So let me see if I understand this...

Pharo is not ready for prime time because it's still gestating? At what
point will Pharo be ready for everyone in the world to use? Five years from
now? Ten years?

And when it is ready for the world to use, can we be sure that the world
will use it? "If you build it, they will come." Really??

Have we not learned that grassroots guarantee nothing? The language
landscape is littered with dead or dying languages that failed to rise above
grassroots.

At some point, people will begin to use your language (you hope). And when
that time comes (sooner than 5 years?), organic growth will be a lot
tougher.

You don't get to choose your users; the users choose your language. Of
course, you can always screw them by pulling the rug from underneath them.
Not nice, but who said you have to be nice?

The idea that hackers know, or can determine, what is a "good" language
strikes me as rather presumptuous and incorrect. And whose definition of
"good" are we using anyway?


Ben Coman wrote
> I found this article on the popularity of programming languages
> interesting.
> http://www.paulgraham.com/popular.html
> 
> It mostly references Lisp, but I think a lot of the same applies to Pharo.
> It is quite long so I picked a few points that stood out to me:
> 
> Some non-technical points...
> 
> * Nothing could be better, for a new technology, than a few years of being
> used only by a small number of early adopters. Early adopters are
> sophisticated and demanding, and quickly flush out whatever flaws remain
> in
> your technology. When you only have a few users you can be in close
> contact
> with all of them. And early adopters are forgiving when you improve your
> system, even if this causes some breakage.
> 
> * Users are a double-edged sword. They can help you improve your language,
> but they can also deter you from improving it. So choose your users
> carefully, and be slow to grow their number. Having users is like
> optimization: the wise course is to delay it.
> 
> * There are two ways new technology gets introduced: the organic growth
> method, and the big bang method. ... Organic growth seems to yield better
> technology and richer founders than the big bang method. If you look at
> the
> dominant technologies today, you'll find that most of them grew
> organically.
> 
> * Hackers have to know about a language before they can use it. How are
> they to hear? From other hackers. But there has to be some initial group
> of
> hackers using the language for others even to hear about it. I wonder how
> large this group has to be; how many users make a critical mass? Off the
> top of my head, I'd say twenty.
> 
> 
> 
> Some technical points...
> 
> * There is one thing more important than brevity to a hacker: being able
> to
> do what you want. In the history of programming languages a surprising
> amount of effort has gone into preventing programmers from doing things
> considered to be improper. This is a dangerously presumptuous plan ... The
> bumbler will shoot himself in the foot anyway ... Good programmers often
> want to do dangerous and unsavoury things ... give the programmer access
> to
> as much internal stuff as you can without endangering runtime systems like
> the garbage collector.
> 
> * It might be a good idea to have an active profiler -- to push
> performance
> data to the programmer instead of waiting for him to come asking for it.
> For example, the editor could display bottlenecks in red when the
> programmer edits the source code.
> 
> * It might be a good idea to make the byte code an official part of the
> language, and to allow programmers to use inline byte code in bottlenecks.
> 
> * The most important part of design is redesign. Programming languages,
> especially, don't get redesigned enough.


ASSIGNED TASK: Could you return every line of the material that contains the word "callout"?

*** Opening of DATASET ***

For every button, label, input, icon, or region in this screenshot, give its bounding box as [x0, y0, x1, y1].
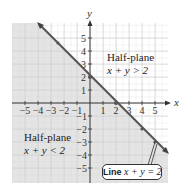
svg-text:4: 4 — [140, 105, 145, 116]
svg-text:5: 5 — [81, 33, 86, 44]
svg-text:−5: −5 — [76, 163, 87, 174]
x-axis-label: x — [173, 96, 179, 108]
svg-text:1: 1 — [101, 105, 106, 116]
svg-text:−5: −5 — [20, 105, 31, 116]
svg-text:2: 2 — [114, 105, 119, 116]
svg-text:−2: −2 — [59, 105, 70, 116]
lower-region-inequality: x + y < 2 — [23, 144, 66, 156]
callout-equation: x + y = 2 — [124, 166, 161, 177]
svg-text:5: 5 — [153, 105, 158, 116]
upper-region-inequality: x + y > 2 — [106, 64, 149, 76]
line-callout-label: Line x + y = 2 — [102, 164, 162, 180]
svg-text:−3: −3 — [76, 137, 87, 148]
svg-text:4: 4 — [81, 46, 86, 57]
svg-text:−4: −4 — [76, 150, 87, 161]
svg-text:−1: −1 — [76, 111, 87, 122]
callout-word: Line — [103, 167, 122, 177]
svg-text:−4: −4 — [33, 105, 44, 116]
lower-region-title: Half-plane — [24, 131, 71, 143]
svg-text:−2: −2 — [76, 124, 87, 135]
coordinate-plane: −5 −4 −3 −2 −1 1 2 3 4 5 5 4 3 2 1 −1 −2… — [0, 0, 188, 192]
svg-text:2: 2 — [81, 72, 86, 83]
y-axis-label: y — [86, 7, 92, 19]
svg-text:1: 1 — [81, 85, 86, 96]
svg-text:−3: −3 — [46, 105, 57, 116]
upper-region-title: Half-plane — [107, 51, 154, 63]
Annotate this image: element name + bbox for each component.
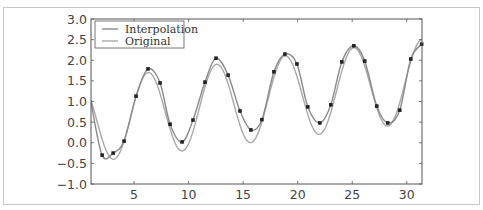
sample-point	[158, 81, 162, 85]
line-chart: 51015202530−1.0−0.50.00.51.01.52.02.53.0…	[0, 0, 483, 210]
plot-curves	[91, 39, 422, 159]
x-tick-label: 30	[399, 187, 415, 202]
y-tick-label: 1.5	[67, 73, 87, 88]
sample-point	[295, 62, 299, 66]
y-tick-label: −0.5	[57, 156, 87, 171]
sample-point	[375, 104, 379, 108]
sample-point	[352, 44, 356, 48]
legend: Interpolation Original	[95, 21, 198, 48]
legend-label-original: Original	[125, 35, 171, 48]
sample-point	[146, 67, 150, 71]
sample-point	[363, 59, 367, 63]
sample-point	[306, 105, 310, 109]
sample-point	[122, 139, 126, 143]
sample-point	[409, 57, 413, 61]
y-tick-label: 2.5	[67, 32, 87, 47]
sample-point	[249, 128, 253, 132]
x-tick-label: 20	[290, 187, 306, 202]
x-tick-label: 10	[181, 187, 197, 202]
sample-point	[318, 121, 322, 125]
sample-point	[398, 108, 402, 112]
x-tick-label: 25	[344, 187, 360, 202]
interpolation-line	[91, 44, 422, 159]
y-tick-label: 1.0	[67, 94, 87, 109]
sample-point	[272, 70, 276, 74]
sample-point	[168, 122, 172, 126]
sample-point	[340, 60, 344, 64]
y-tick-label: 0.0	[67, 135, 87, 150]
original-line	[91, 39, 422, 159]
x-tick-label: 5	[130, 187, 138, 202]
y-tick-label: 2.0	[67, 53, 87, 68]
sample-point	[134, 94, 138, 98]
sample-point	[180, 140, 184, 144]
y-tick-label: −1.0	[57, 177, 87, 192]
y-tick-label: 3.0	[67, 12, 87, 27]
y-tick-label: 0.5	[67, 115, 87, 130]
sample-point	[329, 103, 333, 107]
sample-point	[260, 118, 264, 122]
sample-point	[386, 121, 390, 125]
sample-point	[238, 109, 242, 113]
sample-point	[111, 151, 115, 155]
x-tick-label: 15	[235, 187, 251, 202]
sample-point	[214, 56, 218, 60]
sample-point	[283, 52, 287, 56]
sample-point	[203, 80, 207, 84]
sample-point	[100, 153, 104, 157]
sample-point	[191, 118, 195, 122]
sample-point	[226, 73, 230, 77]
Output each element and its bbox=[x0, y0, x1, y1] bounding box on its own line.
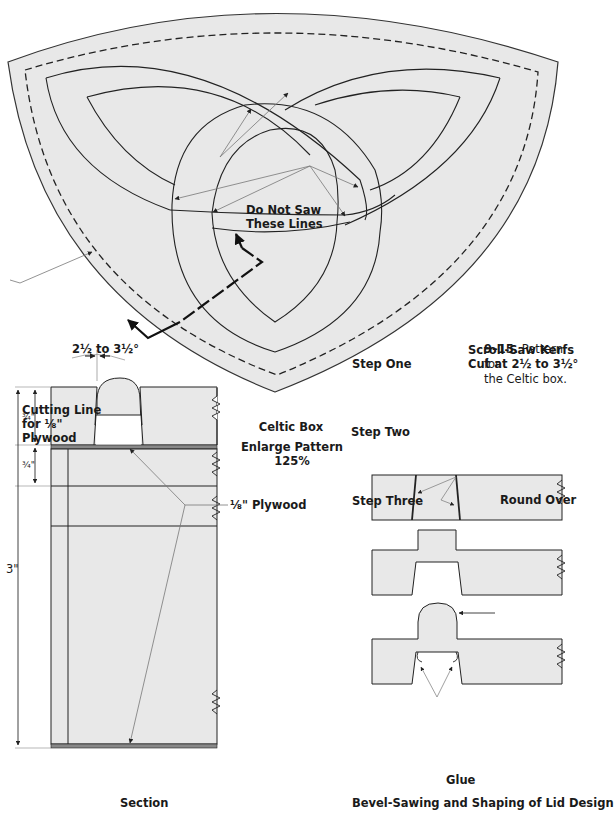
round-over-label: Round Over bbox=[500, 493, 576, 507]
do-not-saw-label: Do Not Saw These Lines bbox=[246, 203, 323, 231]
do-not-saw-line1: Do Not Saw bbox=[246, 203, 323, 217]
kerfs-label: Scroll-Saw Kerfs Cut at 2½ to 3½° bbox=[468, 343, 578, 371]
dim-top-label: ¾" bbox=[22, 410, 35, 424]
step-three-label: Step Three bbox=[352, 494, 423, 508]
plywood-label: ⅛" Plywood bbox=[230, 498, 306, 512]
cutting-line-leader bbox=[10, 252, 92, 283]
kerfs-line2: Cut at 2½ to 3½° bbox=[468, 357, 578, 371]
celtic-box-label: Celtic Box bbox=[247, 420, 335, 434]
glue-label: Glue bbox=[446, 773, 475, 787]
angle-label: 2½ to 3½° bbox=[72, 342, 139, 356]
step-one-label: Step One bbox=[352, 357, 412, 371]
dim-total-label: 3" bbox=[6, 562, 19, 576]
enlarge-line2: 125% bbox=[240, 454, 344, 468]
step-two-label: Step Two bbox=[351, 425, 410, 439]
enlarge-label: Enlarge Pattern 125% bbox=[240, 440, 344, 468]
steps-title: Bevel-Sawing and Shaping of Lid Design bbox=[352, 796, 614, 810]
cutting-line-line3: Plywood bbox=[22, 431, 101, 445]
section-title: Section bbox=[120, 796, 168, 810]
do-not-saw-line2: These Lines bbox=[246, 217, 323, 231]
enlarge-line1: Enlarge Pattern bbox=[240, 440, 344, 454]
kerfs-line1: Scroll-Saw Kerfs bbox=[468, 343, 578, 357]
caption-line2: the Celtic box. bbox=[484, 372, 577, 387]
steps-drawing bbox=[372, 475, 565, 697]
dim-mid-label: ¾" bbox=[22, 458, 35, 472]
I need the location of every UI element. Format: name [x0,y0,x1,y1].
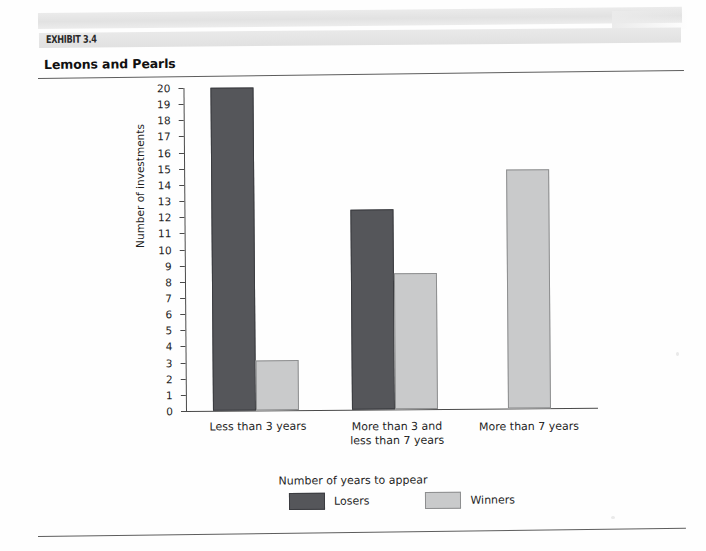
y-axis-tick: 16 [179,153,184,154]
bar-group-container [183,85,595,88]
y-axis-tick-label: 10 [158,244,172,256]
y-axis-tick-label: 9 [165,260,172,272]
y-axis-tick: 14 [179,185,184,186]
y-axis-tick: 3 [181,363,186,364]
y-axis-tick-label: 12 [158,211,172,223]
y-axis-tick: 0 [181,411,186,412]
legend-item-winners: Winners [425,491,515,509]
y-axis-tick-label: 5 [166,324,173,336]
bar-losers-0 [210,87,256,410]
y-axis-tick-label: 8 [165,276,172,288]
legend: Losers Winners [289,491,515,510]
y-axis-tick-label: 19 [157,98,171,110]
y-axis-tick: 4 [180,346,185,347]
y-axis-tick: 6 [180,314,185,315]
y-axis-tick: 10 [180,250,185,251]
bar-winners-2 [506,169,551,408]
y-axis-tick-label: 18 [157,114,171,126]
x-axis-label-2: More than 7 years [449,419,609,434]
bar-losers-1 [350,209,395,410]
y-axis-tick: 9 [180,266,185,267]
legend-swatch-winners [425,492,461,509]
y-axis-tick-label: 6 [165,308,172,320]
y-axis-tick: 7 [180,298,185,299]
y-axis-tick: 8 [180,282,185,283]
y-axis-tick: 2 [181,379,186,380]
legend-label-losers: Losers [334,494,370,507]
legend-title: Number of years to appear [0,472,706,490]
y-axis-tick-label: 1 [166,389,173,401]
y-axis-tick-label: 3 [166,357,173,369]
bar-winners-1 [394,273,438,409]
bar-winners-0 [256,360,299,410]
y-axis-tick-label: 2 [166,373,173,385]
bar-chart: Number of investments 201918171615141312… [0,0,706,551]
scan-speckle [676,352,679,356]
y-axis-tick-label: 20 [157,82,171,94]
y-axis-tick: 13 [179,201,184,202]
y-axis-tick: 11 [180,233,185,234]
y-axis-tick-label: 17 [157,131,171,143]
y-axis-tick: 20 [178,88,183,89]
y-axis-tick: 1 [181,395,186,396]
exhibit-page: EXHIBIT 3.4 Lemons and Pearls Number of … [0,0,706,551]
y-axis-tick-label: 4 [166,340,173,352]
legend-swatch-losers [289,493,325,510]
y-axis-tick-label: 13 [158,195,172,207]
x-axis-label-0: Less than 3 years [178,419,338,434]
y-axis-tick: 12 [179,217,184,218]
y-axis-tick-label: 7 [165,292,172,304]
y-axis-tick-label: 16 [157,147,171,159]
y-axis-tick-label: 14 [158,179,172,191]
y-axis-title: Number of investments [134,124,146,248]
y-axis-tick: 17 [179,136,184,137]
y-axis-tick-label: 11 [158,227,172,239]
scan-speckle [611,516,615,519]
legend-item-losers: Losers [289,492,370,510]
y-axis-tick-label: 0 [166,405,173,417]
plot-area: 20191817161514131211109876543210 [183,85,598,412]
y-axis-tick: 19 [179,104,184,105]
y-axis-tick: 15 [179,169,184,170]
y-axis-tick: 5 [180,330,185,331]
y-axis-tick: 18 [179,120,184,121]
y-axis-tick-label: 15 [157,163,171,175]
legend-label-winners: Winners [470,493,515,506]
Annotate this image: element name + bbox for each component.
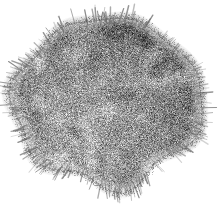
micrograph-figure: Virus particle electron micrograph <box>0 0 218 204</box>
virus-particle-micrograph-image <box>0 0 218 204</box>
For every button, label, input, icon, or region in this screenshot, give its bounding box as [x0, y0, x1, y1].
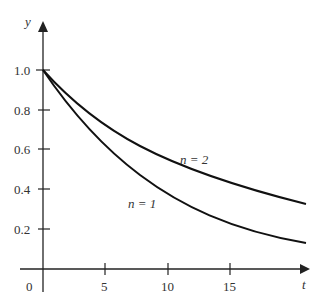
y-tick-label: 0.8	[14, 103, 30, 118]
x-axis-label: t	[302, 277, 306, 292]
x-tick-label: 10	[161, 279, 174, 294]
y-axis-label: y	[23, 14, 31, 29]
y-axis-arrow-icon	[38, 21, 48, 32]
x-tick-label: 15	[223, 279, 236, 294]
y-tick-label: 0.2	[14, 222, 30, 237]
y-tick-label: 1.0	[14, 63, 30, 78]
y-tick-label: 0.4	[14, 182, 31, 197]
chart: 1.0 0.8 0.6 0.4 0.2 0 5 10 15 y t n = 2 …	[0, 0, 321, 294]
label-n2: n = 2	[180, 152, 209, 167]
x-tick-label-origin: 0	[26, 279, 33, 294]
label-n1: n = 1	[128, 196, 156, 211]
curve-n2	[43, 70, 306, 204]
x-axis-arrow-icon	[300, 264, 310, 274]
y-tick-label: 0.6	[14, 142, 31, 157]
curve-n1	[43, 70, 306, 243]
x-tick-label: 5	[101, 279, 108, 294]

*** Close of DATASET ***

WRITTEN ANSWER:
callout-equation: x + y = 2 — [124, 166, 161, 177]
line-callout-label: Line x + y = 2 — [102, 164, 162, 180]
callout-word: Line — [103, 167, 122, 177]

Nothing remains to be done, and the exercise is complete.